Beekeeping

In early February of 2016 Liane and her sister decided to book us all (including their dad) into a Beginners Beekeeping course in Dun Laoghaire. It was a two hour course that took place once a week on a Tuesday evening and we tried to eat together before or after. I was a little cynical going into it, not sure if I had the time or energy to give it and pretty certain that keeping bees wasn’t in our short or mid-term future as a couple. But the course provider, the Deasy energy and the bees won me over. I was fascinated.

There’s a history of beekeeping in Liane’s family about which I know quite little. What I do know is that Liane’s grandad Dan Deasy was a central figure in Irish Beekeeping - head of the national association and an authority on the skill. His passion filtered down generation to generation and has somehow crept through to me. Liane’s family were reared around it and there are stories upon stories about the famous grandad’s beekeeping. There’s still honey from his hives in my press today.

I have two hives at the moment. One is full of bees that I bought this spring and the other is full of a swarm that took over the hive at some point last summer before I started looking after it. The newer hive is called the Deasy hive and the older the Cusack hive (after a colleague who has helped me into beekeeping).

To find the right date for the first line of this piece I went to Whatsapp and dug up the old group we had. The last thing on the group is an automated message “Panzer Left” from January 3rd 2018. I scrolled upwards and her personality, her words, her charm and mischief sprang out of the phone to meet me. I cried softly. I smiled at some of the memories that came to me.

There is solace in the bees - the simplicity of the activity itself, the beauty of their hierarchy and method, the connection to nature and (sort of like competitive sport/sea swimming for me) the inability to let other thoughts cloud my mind. It’s a wonderful escape and one I feel will become a lifelong joy.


*Exercise instructions:* Beginning with the line that holds "Seek 'man'.", copy each line to the end of the records exactly, except the pictures.

++++ Data records

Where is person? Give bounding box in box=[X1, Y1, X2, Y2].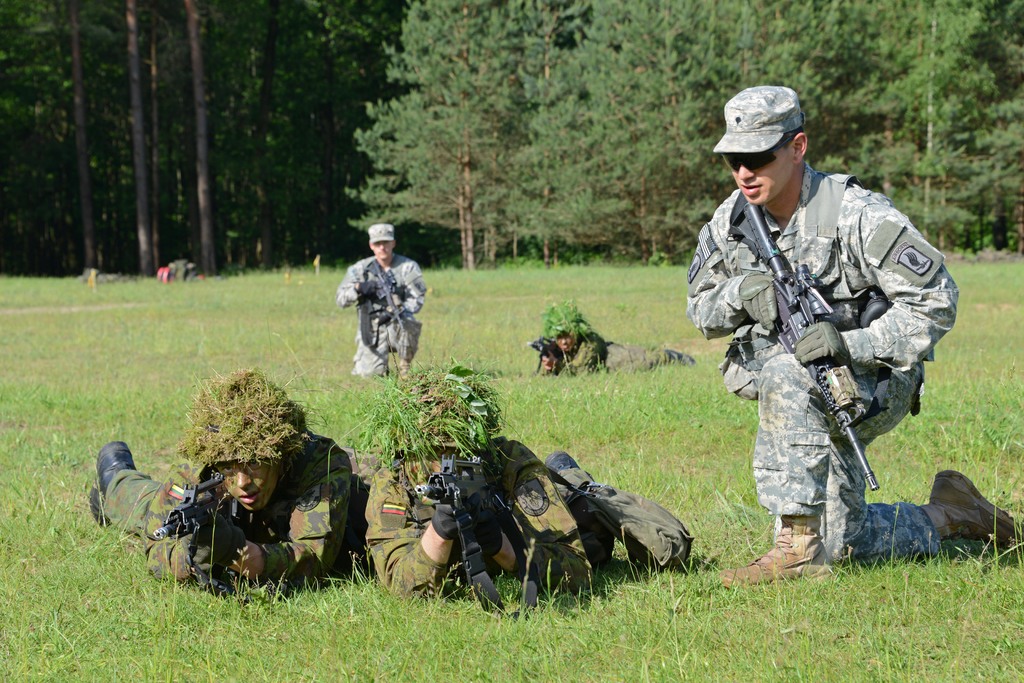
box=[349, 226, 430, 401].
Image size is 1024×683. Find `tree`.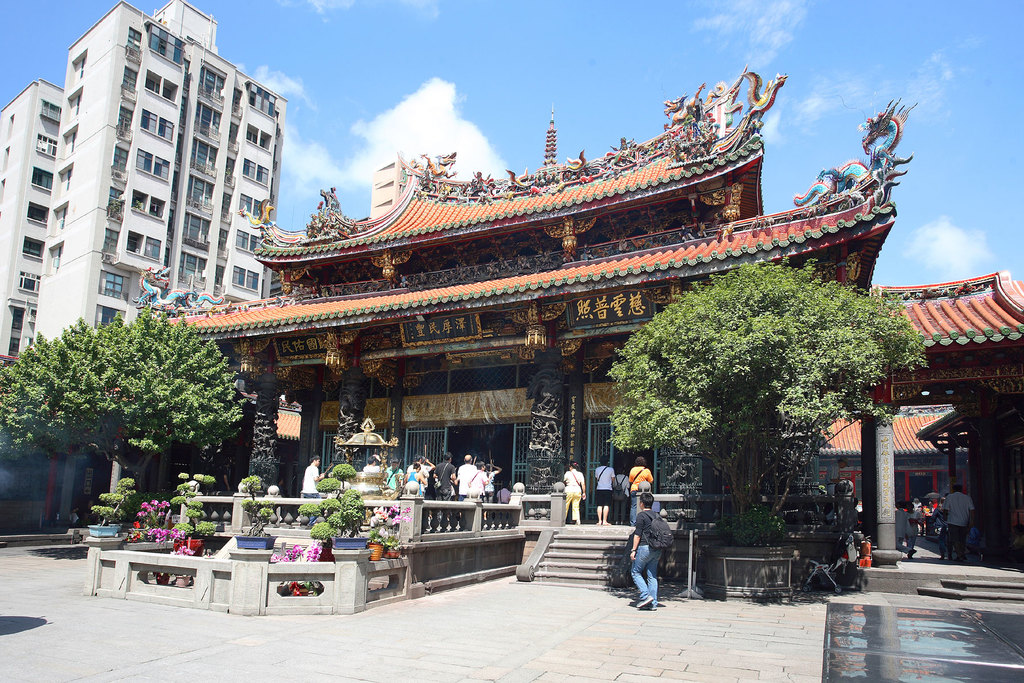
(left=0, top=300, right=252, bottom=495).
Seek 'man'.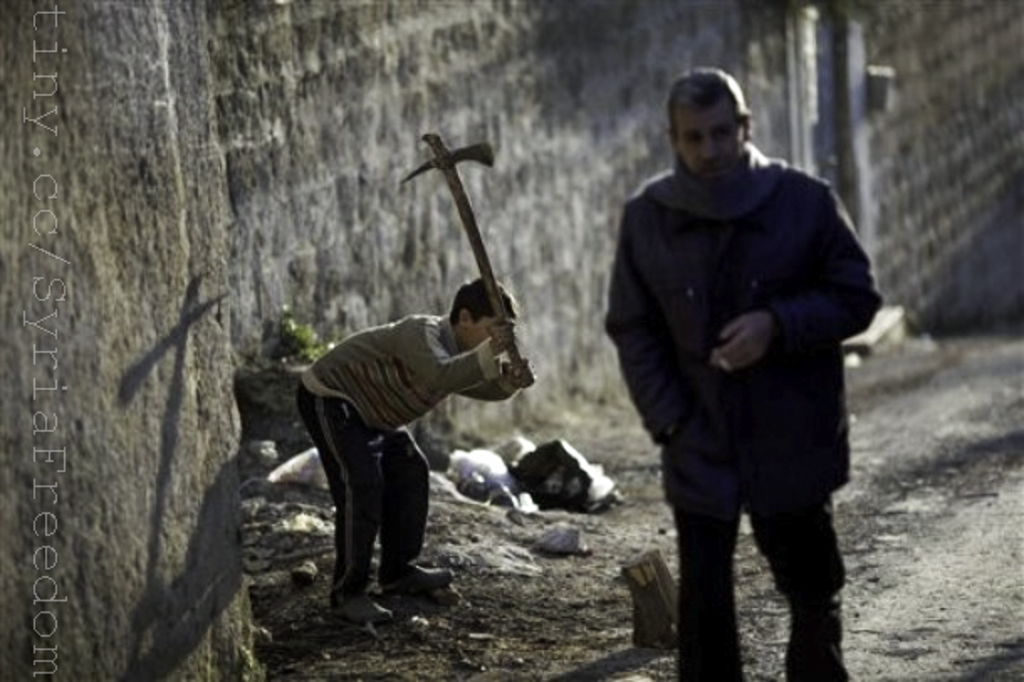
(left=591, top=64, right=876, bottom=681).
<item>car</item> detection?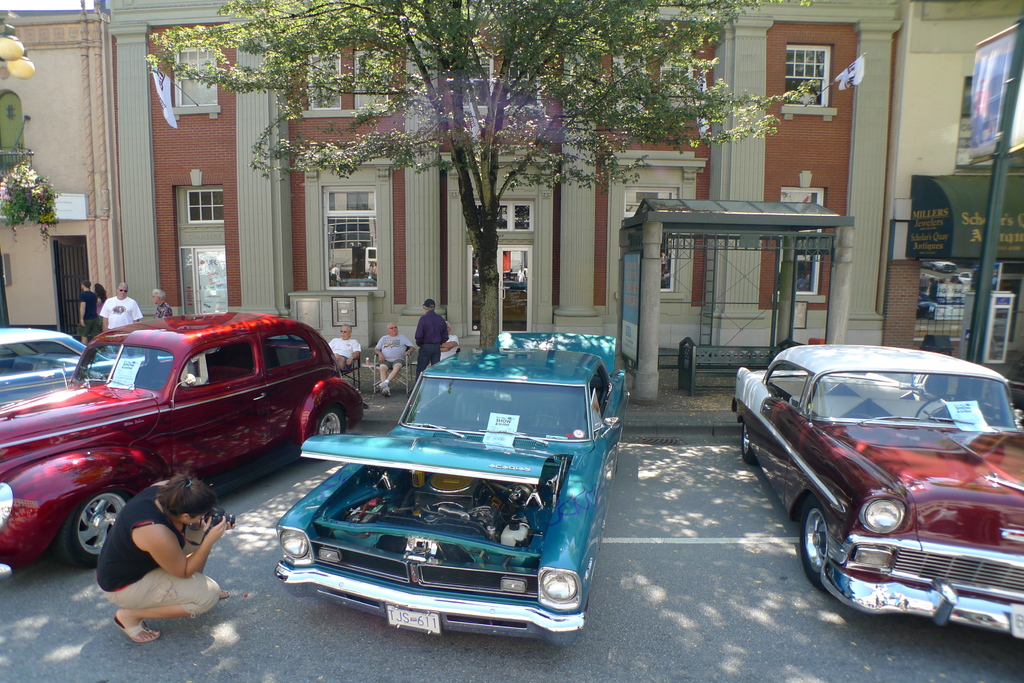
left=0, top=323, right=168, bottom=406
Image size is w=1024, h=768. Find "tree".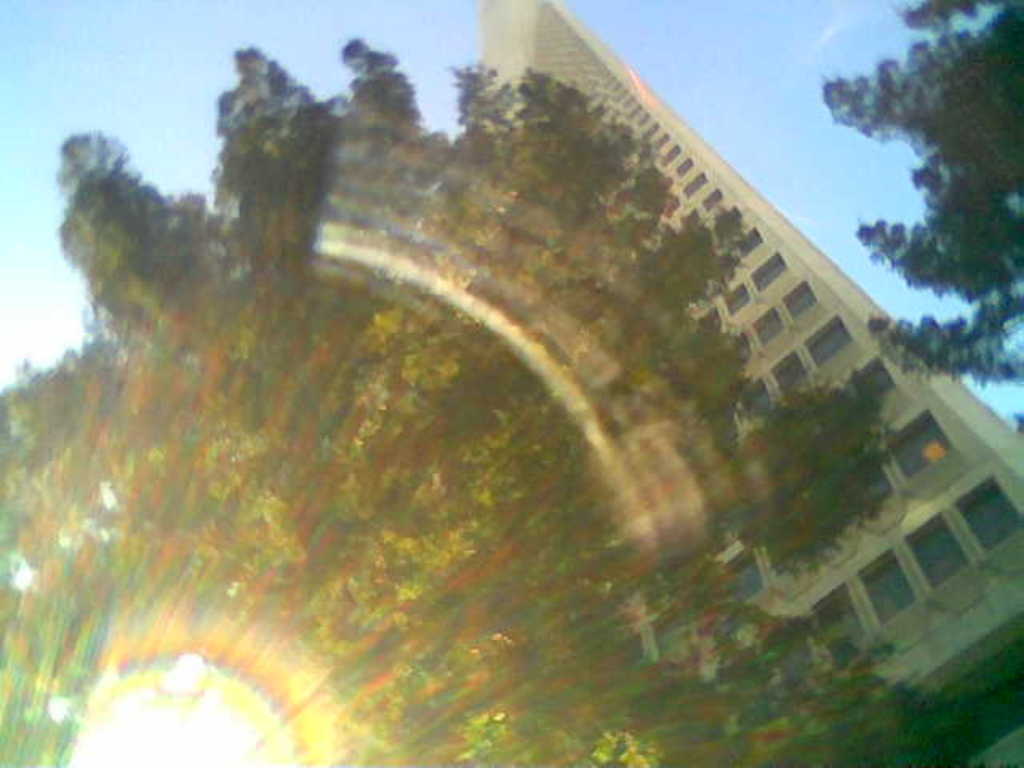
0 32 995 766.
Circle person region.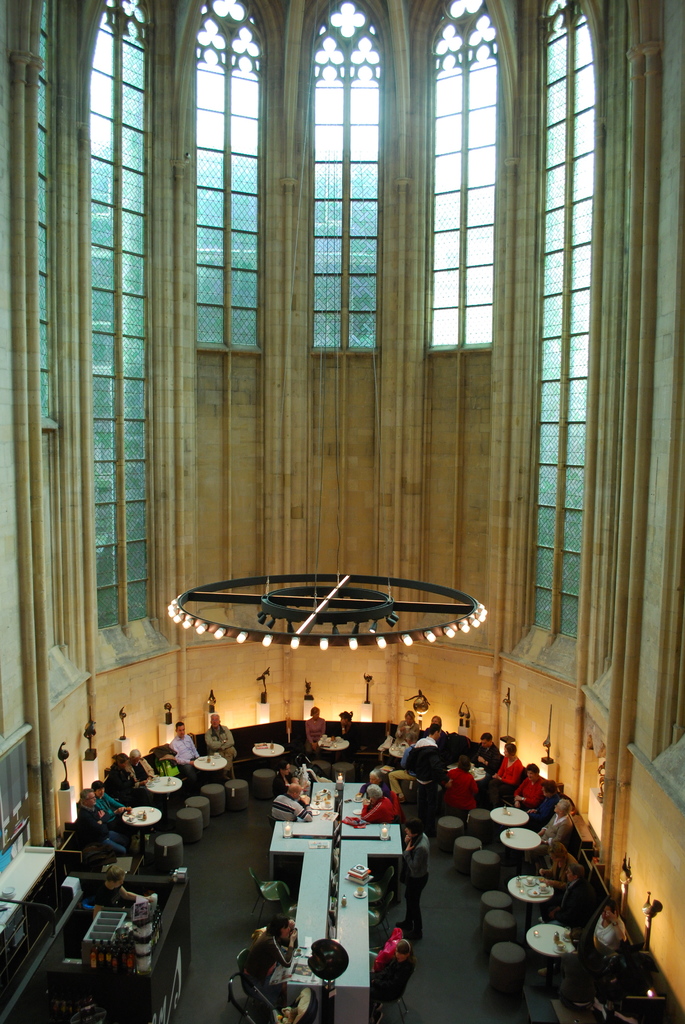
Region: [378, 949, 408, 1014].
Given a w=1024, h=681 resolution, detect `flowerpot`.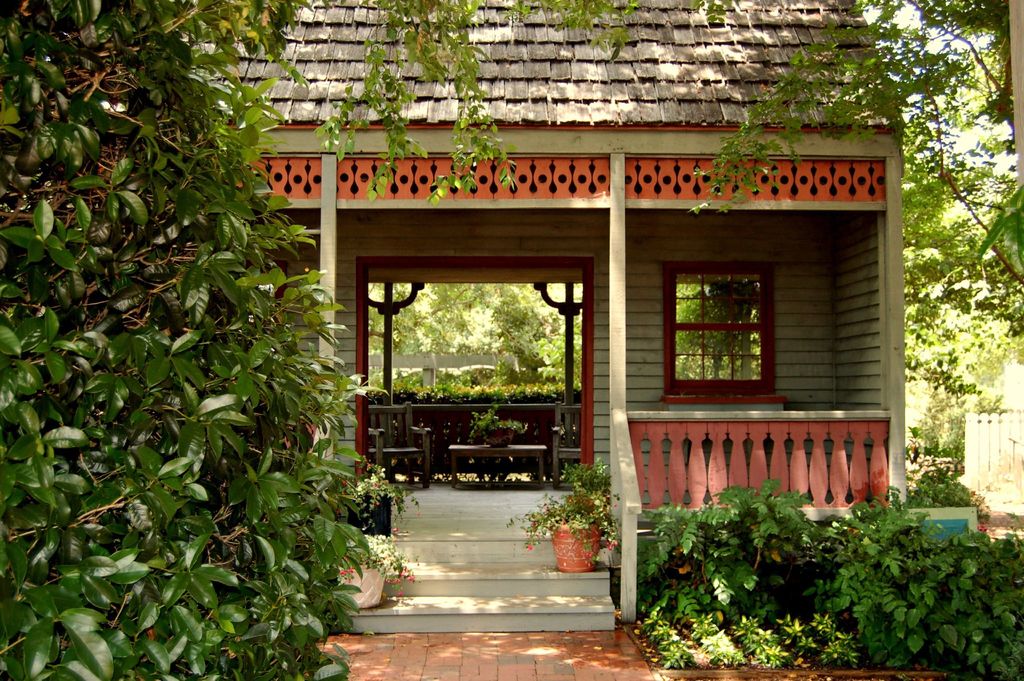
[x1=333, y1=566, x2=387, y2=613].
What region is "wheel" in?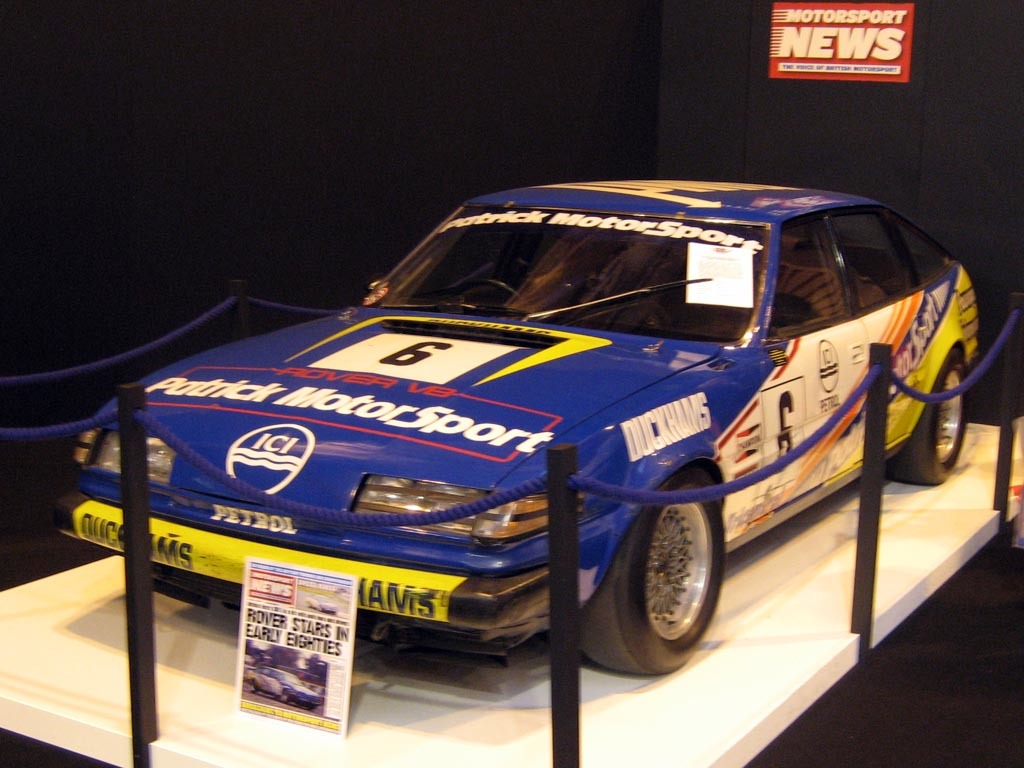
box(277, 688, 288, 703).
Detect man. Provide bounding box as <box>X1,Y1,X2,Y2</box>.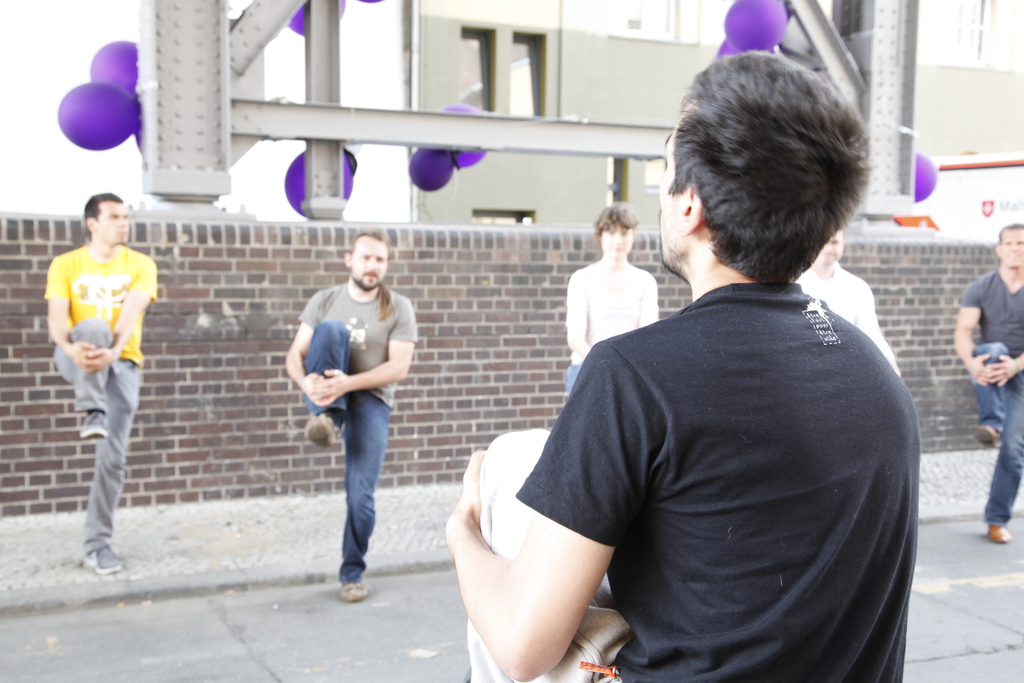
<box>951,227,1023,543</box>.
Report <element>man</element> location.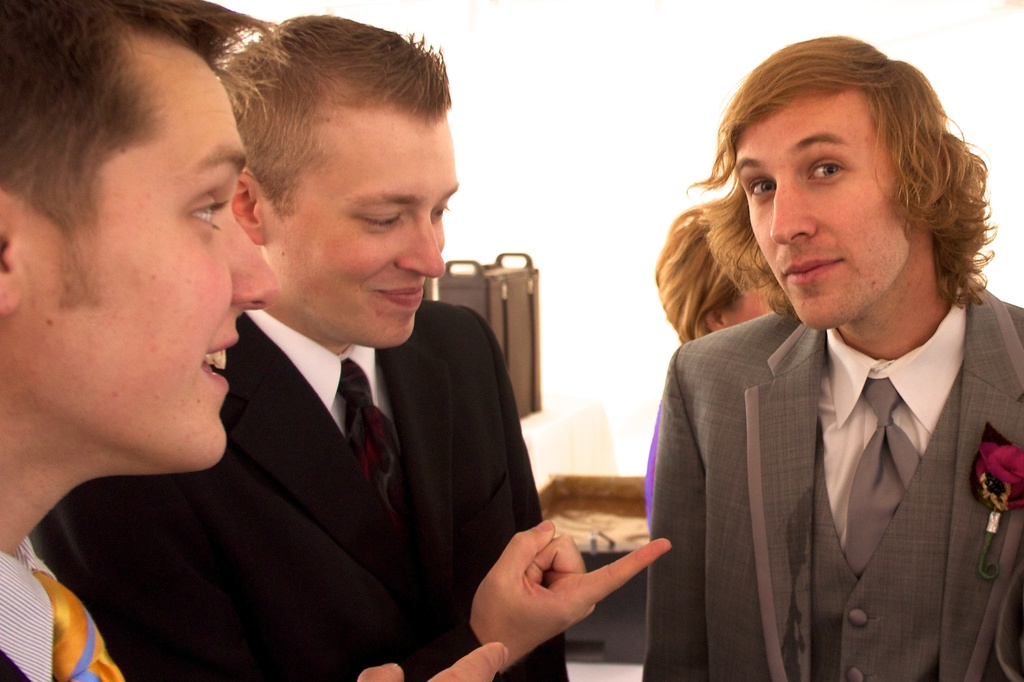
Report: x1=634, y1=35, x2=1023, y2=681.
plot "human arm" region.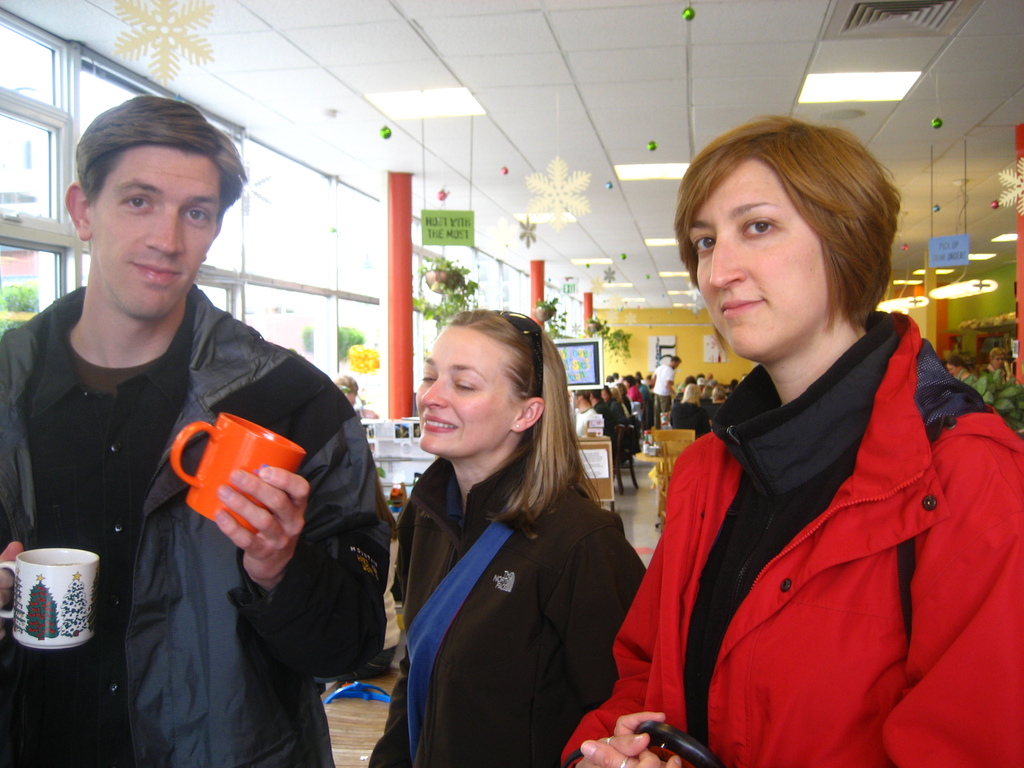
Plotted at (x1=0, y1=333, x2=30, y2=643).
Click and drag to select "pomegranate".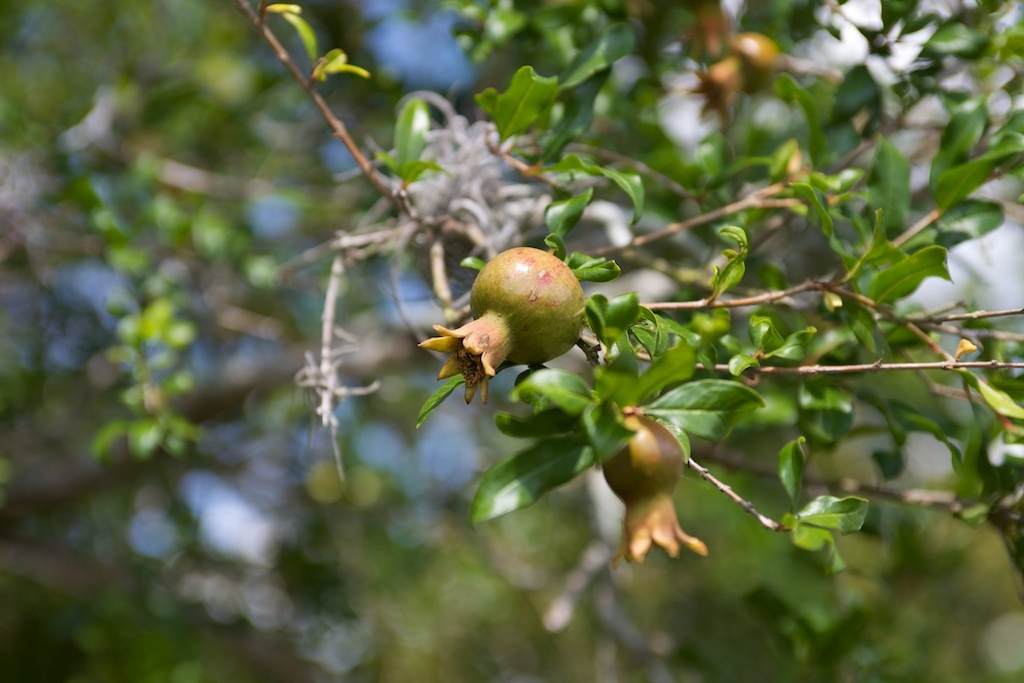
Selection: 675/33/789/137.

++++++++

*Task solution:*
Seek 'man'.
(left=591, top=64, right=876, bottom=681).
<item>car</item> detection?
left=0, top=323, right=168, bottom=406
Image size is w=1024, h=768. Find "tree".
0 32 995 766.
Circle person region.
Region: [378, 949, 408, 1014].
Given a w=1024, h=681 resolution, detect `flowerpot`.
[x1=333, y1=566, x2=387, y2=613].
What region is "wheel" in?
box(277, 688, 288, 703).
Detect man. Provide bounding box as <box>X1,Y1,X2,Y2</box>.
<box>951,227,1023,543</box>.
Report <element>man</element> location.
Report: x1=634, y1=35, x2=1023, y2=681.
plot "human arm" region.
Plotted at (x1=0, y1=333, x2=30, y2=643).
Click and drag to select "pomegranate".
Selection: 675/33/789/137.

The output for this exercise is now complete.